Stephen Hawking has long made his concerns about the search for extraterrestrial life clear. But after his appearance with Russian billionaire Yuri Milner on Monday to announce Breakthrough Listen, the new $100 million initiative looking for signs of intelligent life, the famous physicist seems to have at least partially reconsidered.
Hawking famously revealed his worry that any aliens advanced enough to contact earth would be “looking to conquer and colonize whatever planets they could reach” during a 2010 episode of the miniseries Into the Universe with Stephen Hawking. And he clearly hasn’t changed his mind completely. “If you look at history, contact between humans and less intelligent organisms have often been disastrous from their point of view, and encounters between civilizations with advanced versus primitive technologies have gone badly for the less advanced,” he told reporters at the Breakthrough announcement. “A civilization reading one of our messages could be billions of years ahead of us. If so, they will be vastly more powerful, and may not see us as any more valuable than we see bacteria.”

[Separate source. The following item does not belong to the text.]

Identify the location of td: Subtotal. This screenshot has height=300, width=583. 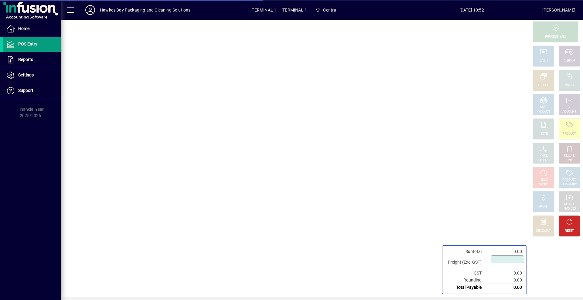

Still, he said, the initiative is of special importance in a moment when humanity’s achievements in space are in the spotlight. “We are alive. We are intelligent. We must know,” he said of the search for life beyond earth.

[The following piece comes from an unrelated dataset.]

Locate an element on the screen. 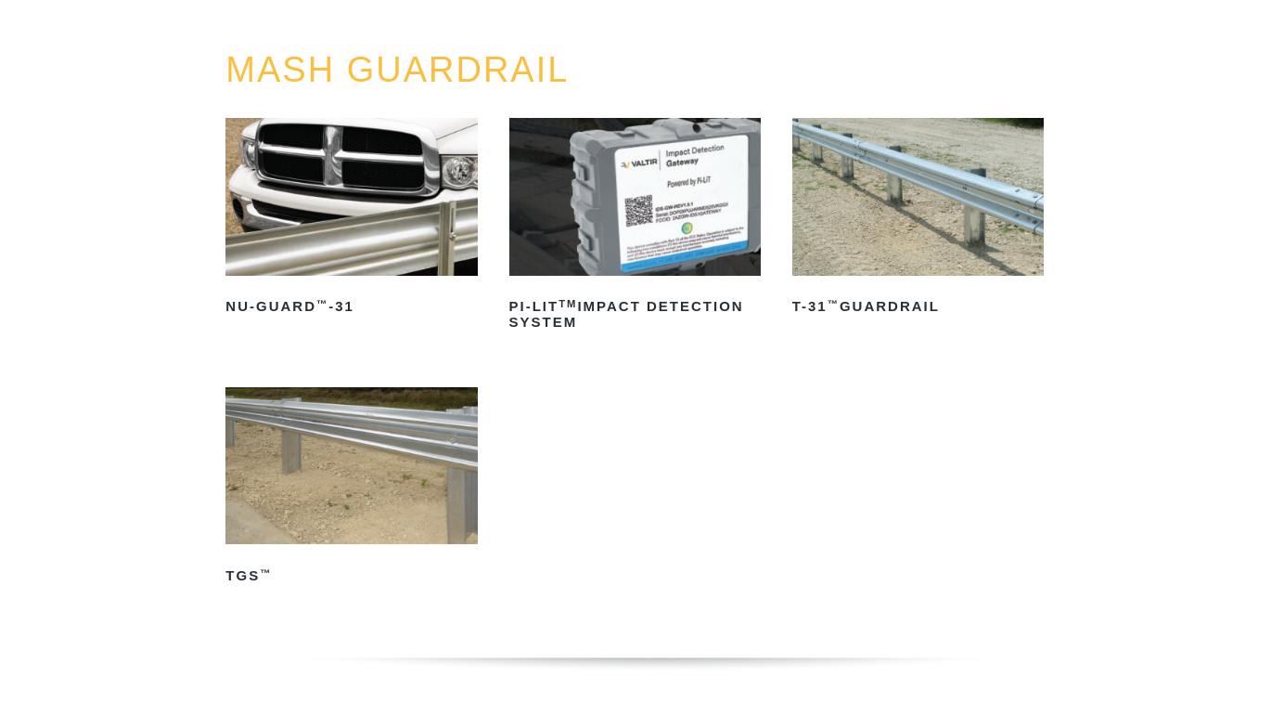 The height and width of the screenshot is (716, 1271). a: MASH GUARDRAIL is located at coordinates (397, 70).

Breakthrough Listen will provide funding explicitly for the search for extraterrestrial life, scanning the million stars closes to Earth and portions of 100 neighboring galaxies but not for sending messages or signals to communicate with that life, an important distinction for scientists like Hawking, who are concerned with the possible consequences of contact. Instead, a second program, Breakthrough Message, will host a competition in which anyone can submit ideas for potential interplanetary messages.